An important figure in 1970s Ethiopian music sounded hyper-current in Coventry, proclaims Martin Longley.
Hailu Mergia
The Tin
August 6th
Even if you deem yourself an Ethiopian-orientated vinyl-digger, you might not have chanced upon keyboardist Hailu Mergia’s works. Last year’s reissue of 1977’s Tche Belew, and the previous 1985 cassette revival release on the Awesome Tapes From Africa label increased the chances, though. He was a member of the Walias Band during his 1970s heyday, but this Coventry gig was certainly not any kind of retro re-awakening of that repertoire or sound.
Well, possibly the repertoire, although with Mergia’s trio partners of bassist Mike Majkowski and drummer Pawel Szpura, both of them arriving from a free jazz (or free rock) background, there was a definite thrust towards a violent modernisation.

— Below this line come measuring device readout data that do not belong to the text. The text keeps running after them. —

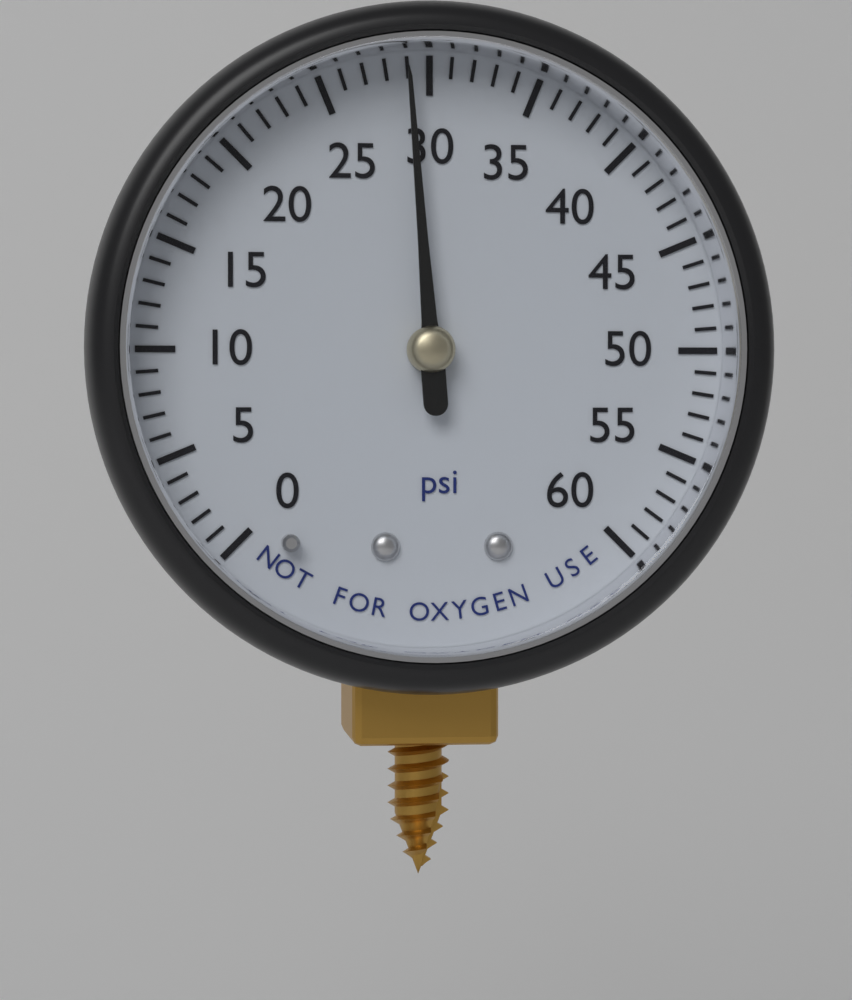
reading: 29 psi
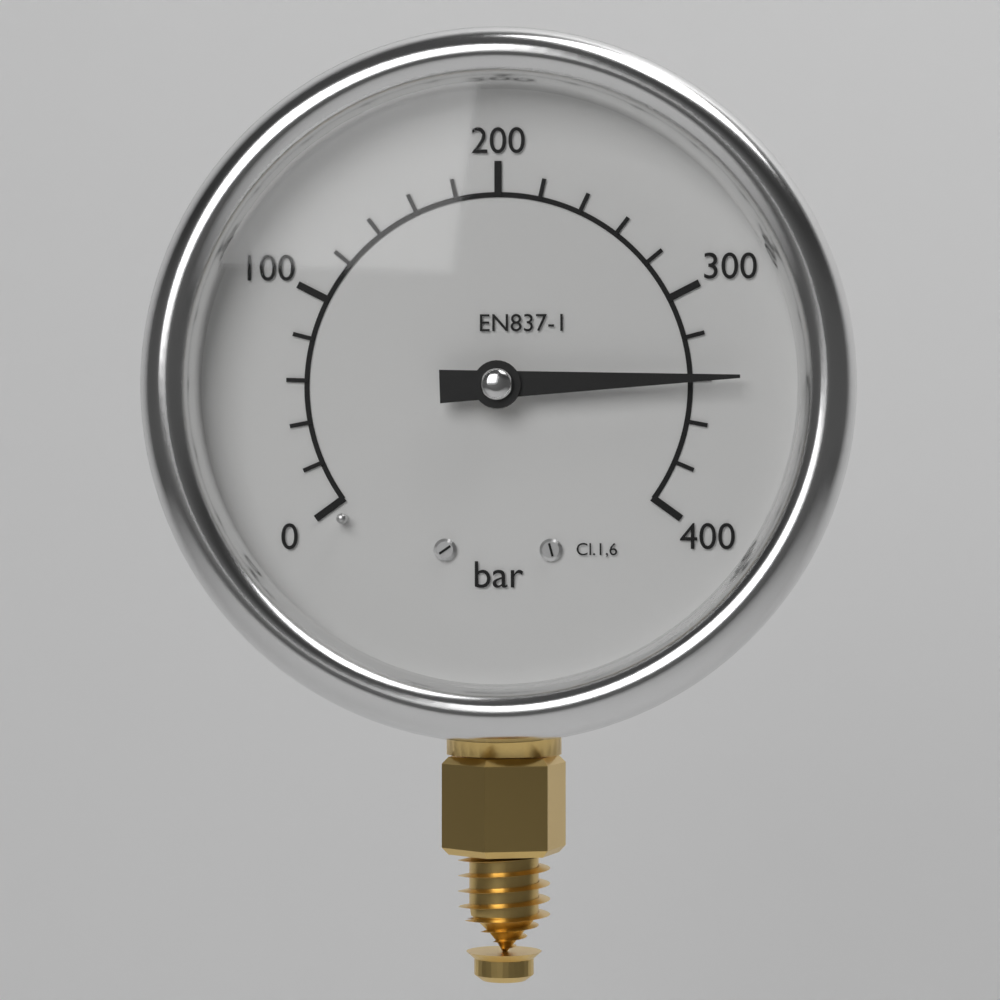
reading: 340 bar
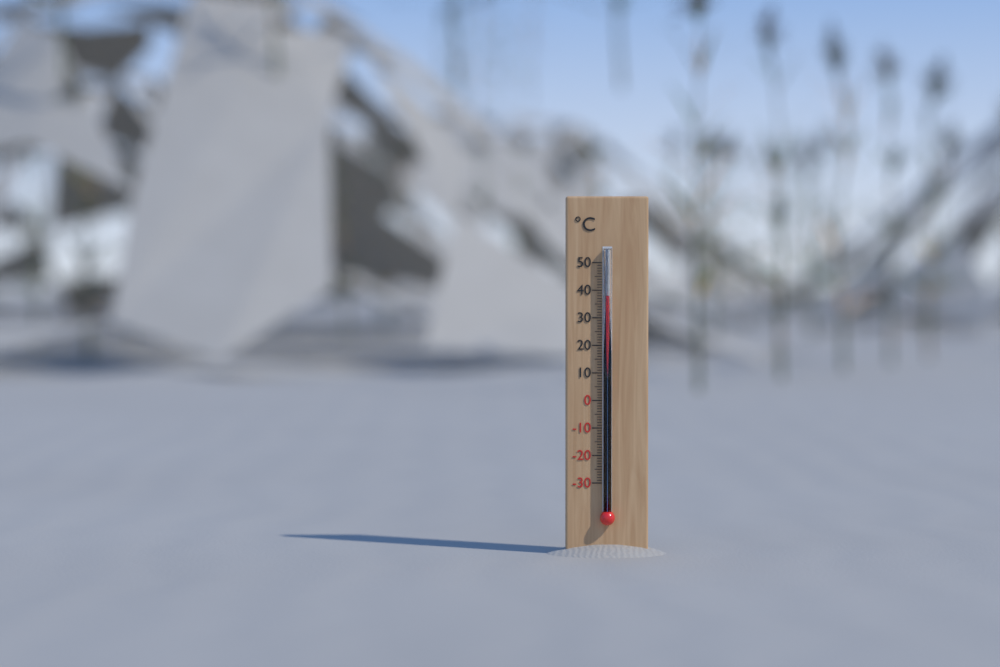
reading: 38 °C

Megia made his name in Addis Ababa, but jumped ship to Washington DC in 1981. It sounds like he spends a lot of time attending out-there jazz gigs, as this new trio flexes right at the edge of a hardened stylistic approach that’s very much an updating of his Ethiopian roots, surging with an avant-fusion aggression, pulsating with angular funk grooves, ramming with a totally unexpected attention to fractured instrumental textures.
The melodic heart of Ethiopian music still beats within, but Mergia is no nostalgically complacent revivalist. With the assistance of his partners, he’s sitting right here in the present moment. Given his age and avuncular appearance, this came as quite a shock.
Mergia moved from electric piano to accordion, investing the tunes with varying degrees of eerie atmosphere, but also flooding out crackling bursts of freethiopian jazz, Majkowski and Szpura adding a breathtakingly tight spring-funk propulsion, keeping the time free, perpetually soloing and engaging in a running battle with their leader, to decide who was going to push the music further, faster and higher.
The innate, old school Ethiopian qualities came through more strongly on the occasions when Mergia started singing. Otherwise, this was an inspired manifestation of fusion, revealing the positive powers of the form.
Venue main man Richard Guy introduced the band, personally moved aside some tables to create a dance space, and encouraged movement in the audience, but surely creating steps to match this music would have been a major challenge, and the floor remained mysteriously empty. The dancing was all in our heads!